This is my 7th annual Summer political reading list. As with the ones that have gone before, the list is extremely personal. Most of the books on this year’s list have been published within the past 12-18 months. All cover broadly political topics and should (IMHO) interest to those who follow politics, be it Irish, European, American or global. The choices are mine. I have read some, not all, but these appeal to me. Some reflect my own political viewpoints, others challenge them. Feel free to add your own suggestions in the comments below. There is a Podcast to accompany this list
But What Can I Do?: Why Politics Has Gone So
Wrong, and How You Can Help Fix It
by Alastair Campbell
As the late great Seamus Mallon often remarked, decisions are made by the people who show up. This dictum could well have served as an alternative title for Campbell’s latest book. He describes the book as part call to arms, part practical handbook… and it is. Continue reading “My Summer 2024 Political Reading List”

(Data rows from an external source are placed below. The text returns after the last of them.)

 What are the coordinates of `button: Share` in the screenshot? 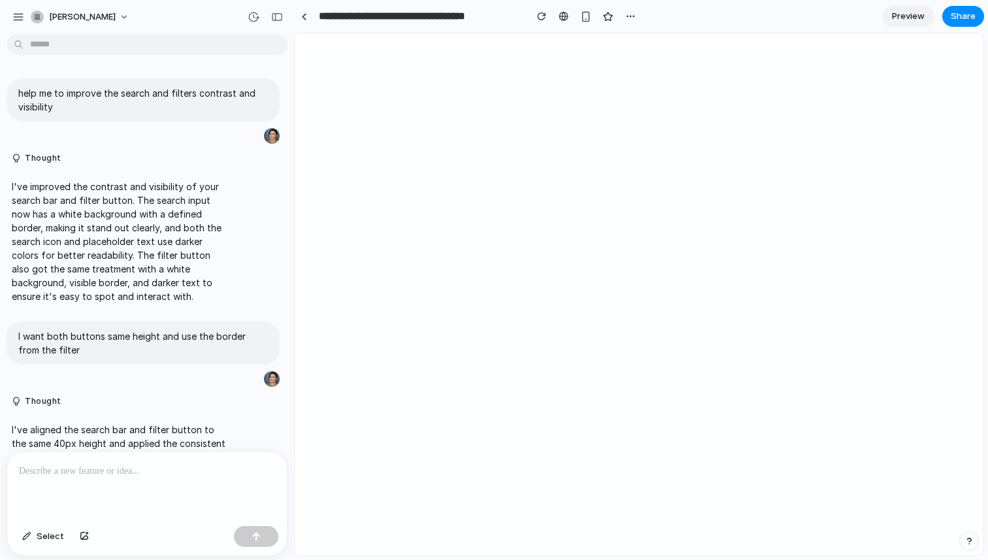 It's located at (963, 16).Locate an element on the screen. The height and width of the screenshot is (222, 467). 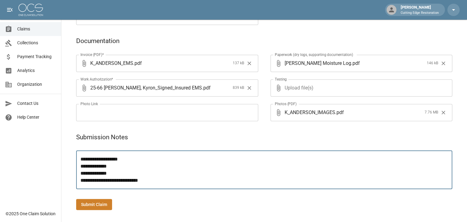
label: Work Authorization* is located at coordinates (97, 79).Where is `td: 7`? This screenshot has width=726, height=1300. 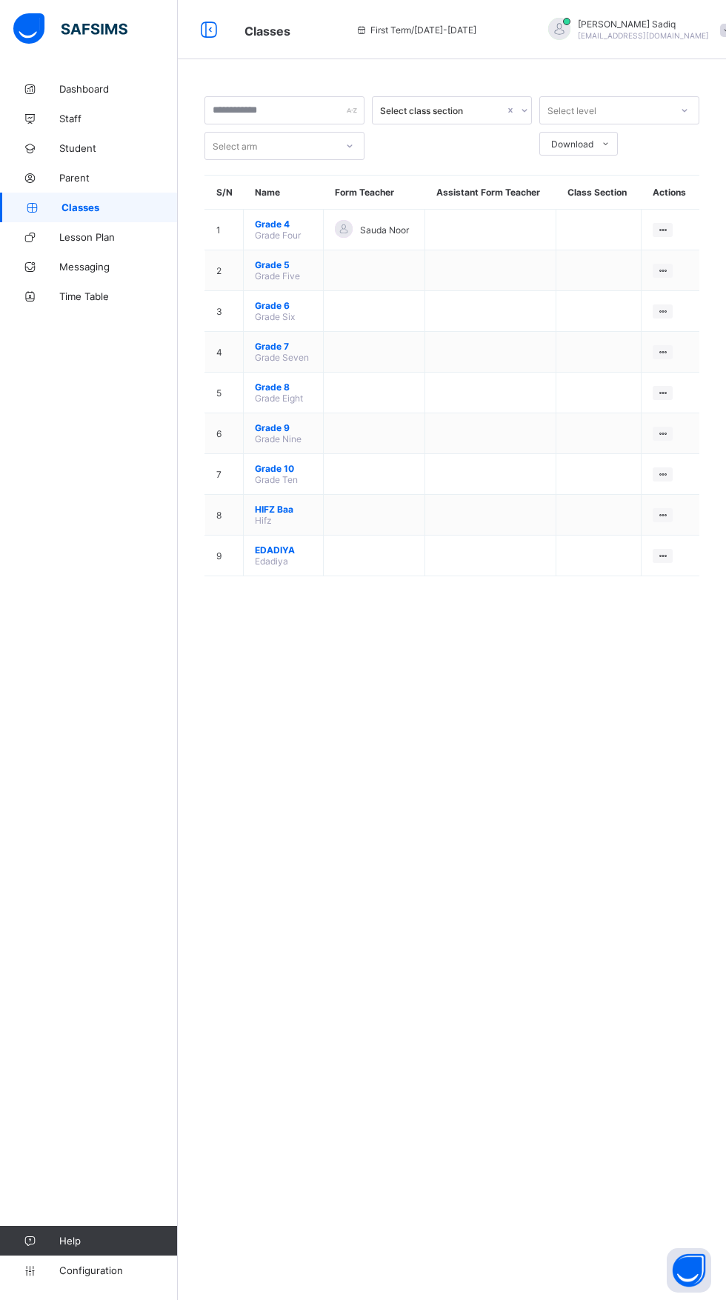 td: 7 is located at coordinates (224, 474). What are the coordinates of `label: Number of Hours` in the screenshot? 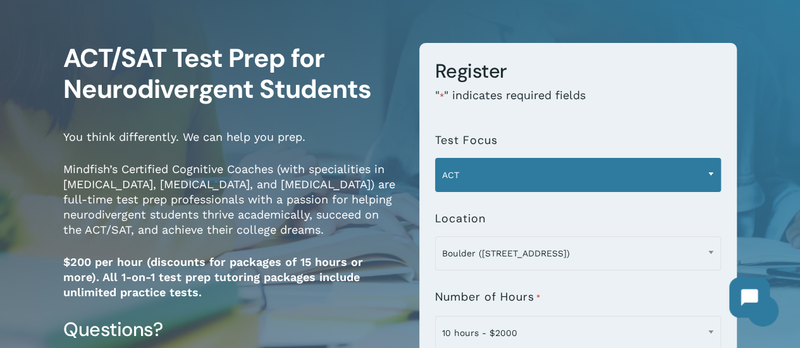 It's located at (487, 298).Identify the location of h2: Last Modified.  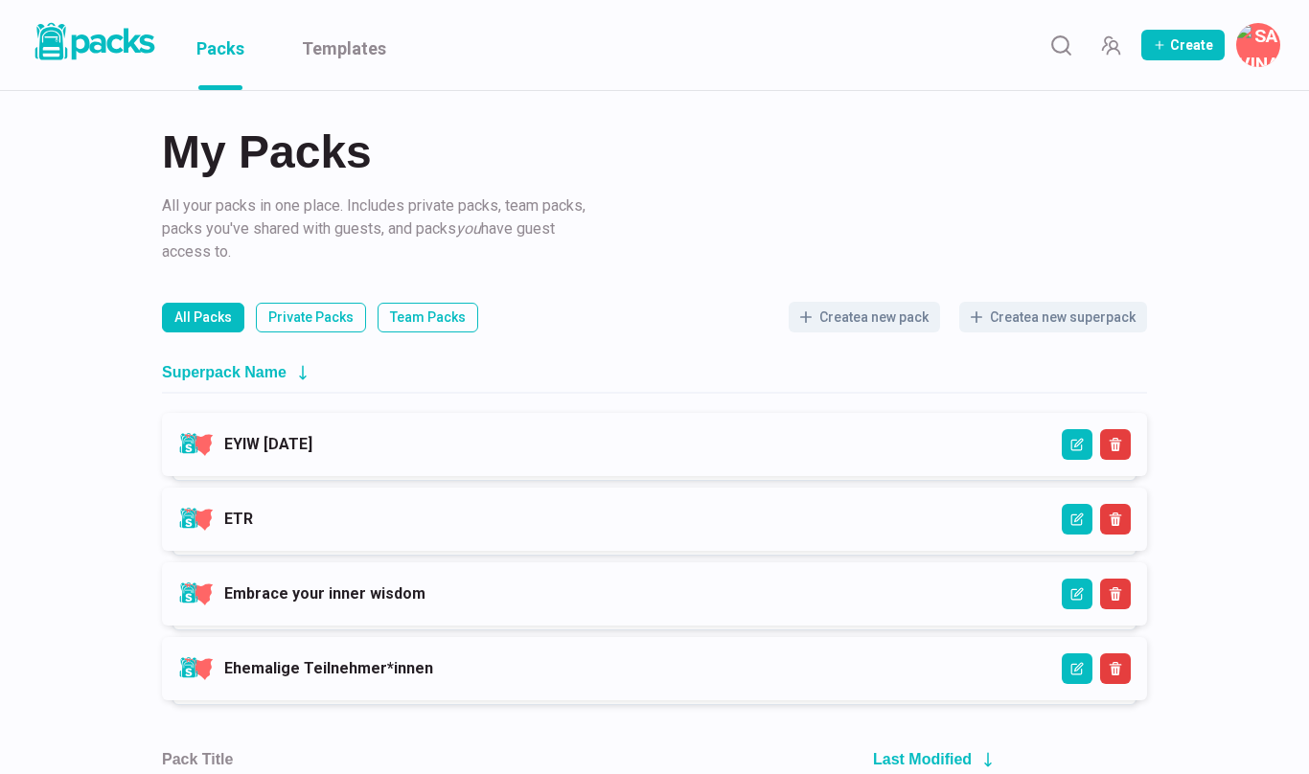
(922, 759).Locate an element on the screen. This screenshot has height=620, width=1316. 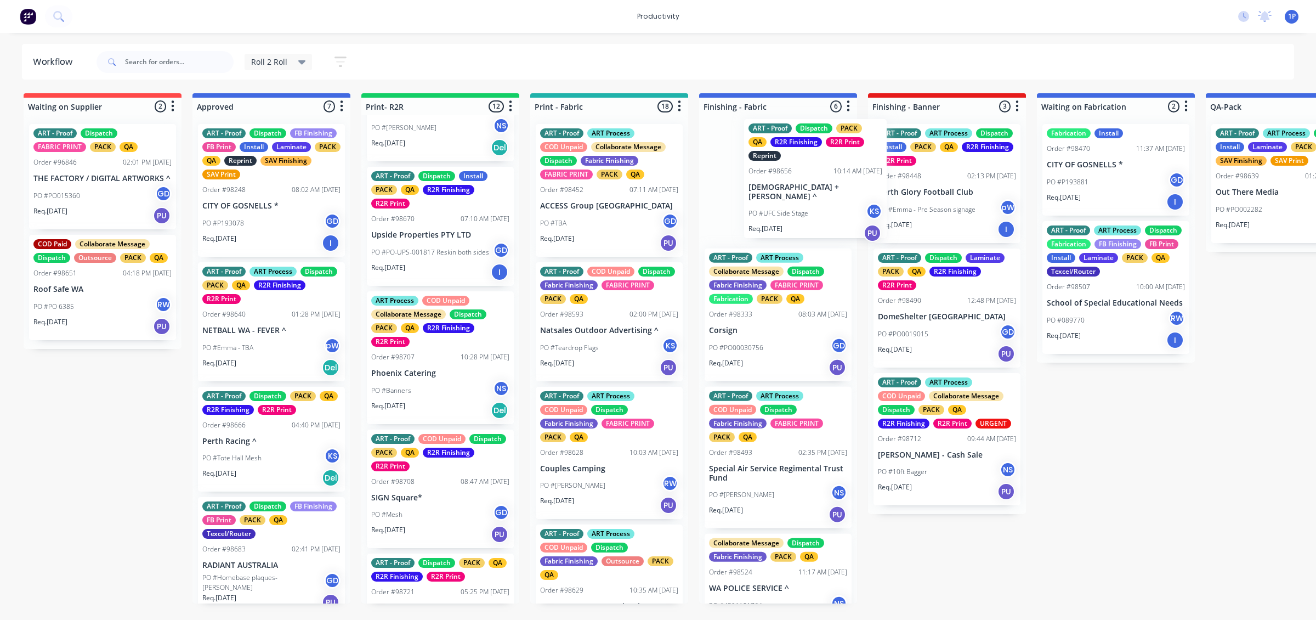
img: Factory is located at coordinates (28, 16).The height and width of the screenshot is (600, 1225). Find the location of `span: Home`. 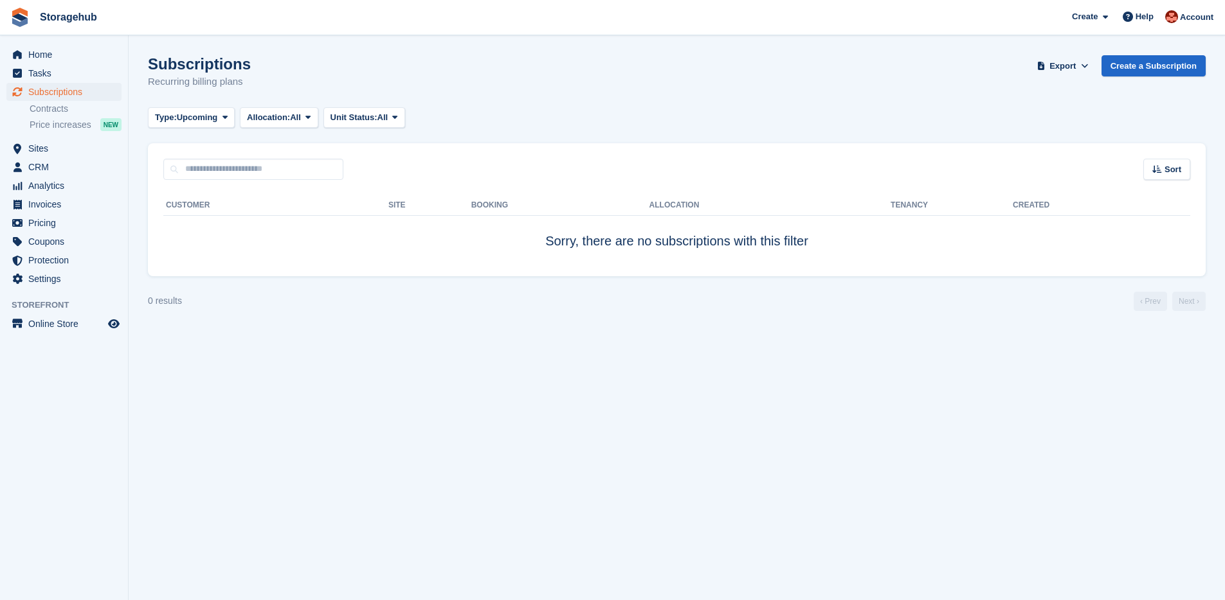

span: Home is located at coordinates (67, 55).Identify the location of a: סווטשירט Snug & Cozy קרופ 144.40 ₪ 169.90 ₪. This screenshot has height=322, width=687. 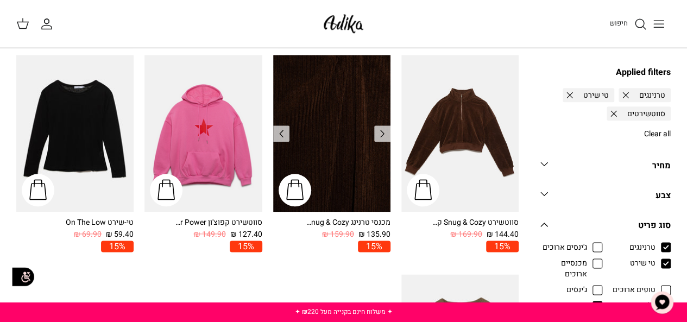
(460, 229).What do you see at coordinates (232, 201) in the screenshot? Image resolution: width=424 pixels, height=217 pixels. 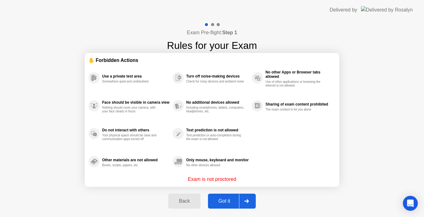 I see `button: Got it` at bounding box center [232, 201]. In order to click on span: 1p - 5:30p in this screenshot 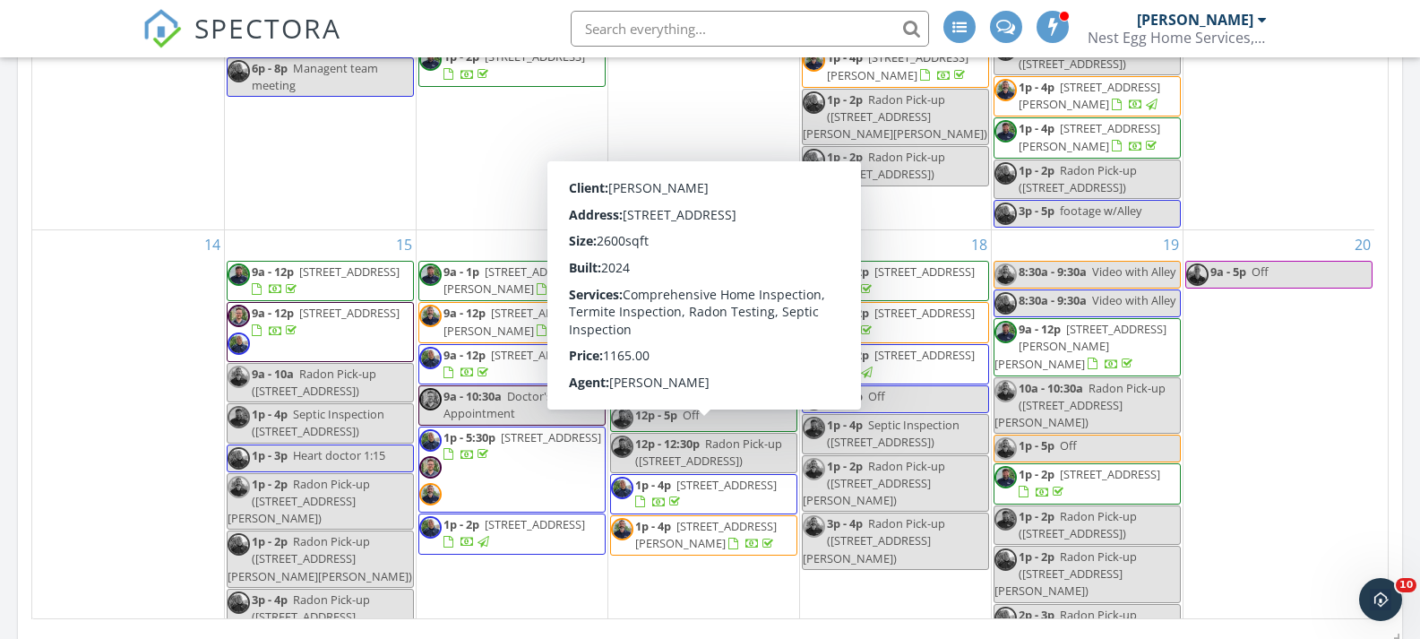, I will do `click(469, 437)`.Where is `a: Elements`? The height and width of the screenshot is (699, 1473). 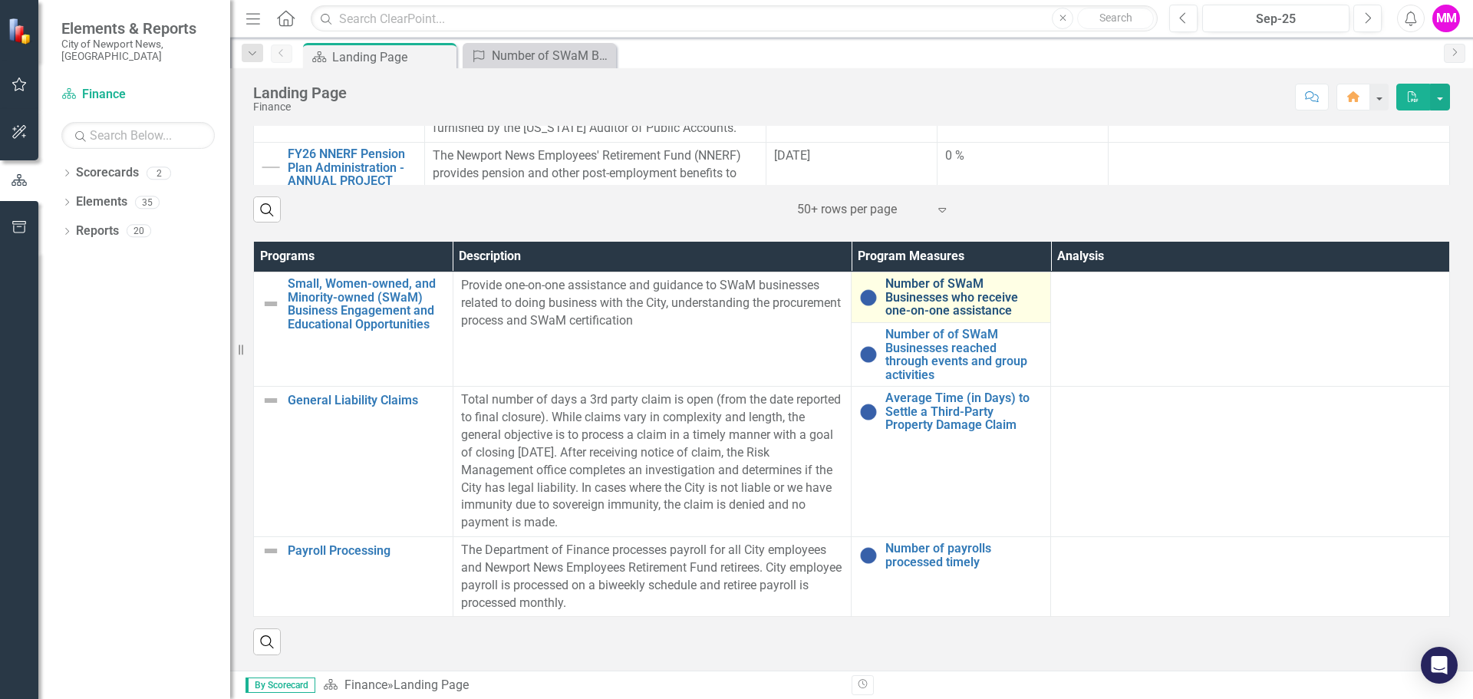
a: Elements is located at coordinates (101, 202).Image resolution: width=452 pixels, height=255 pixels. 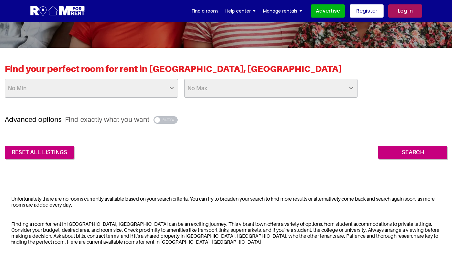 I want to click on span: Find exactly what you want, so click(x=107, y=119).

This is an absorbing account of the rivalry, if not visceral hatred, between US writers and commentators Gore Vidal and William F Buckley. Their stores are told through their participation in a series of televised appearance during the 1968 Democrat and Republican conventions. Rather than just show the conventions live, the US TV network CBS had elected, mainly due to costs, to invite both men, Vidal the darling of the liberal set and Buckley the arch conservative, on to debate each other and comment on that night’s convention proceedings.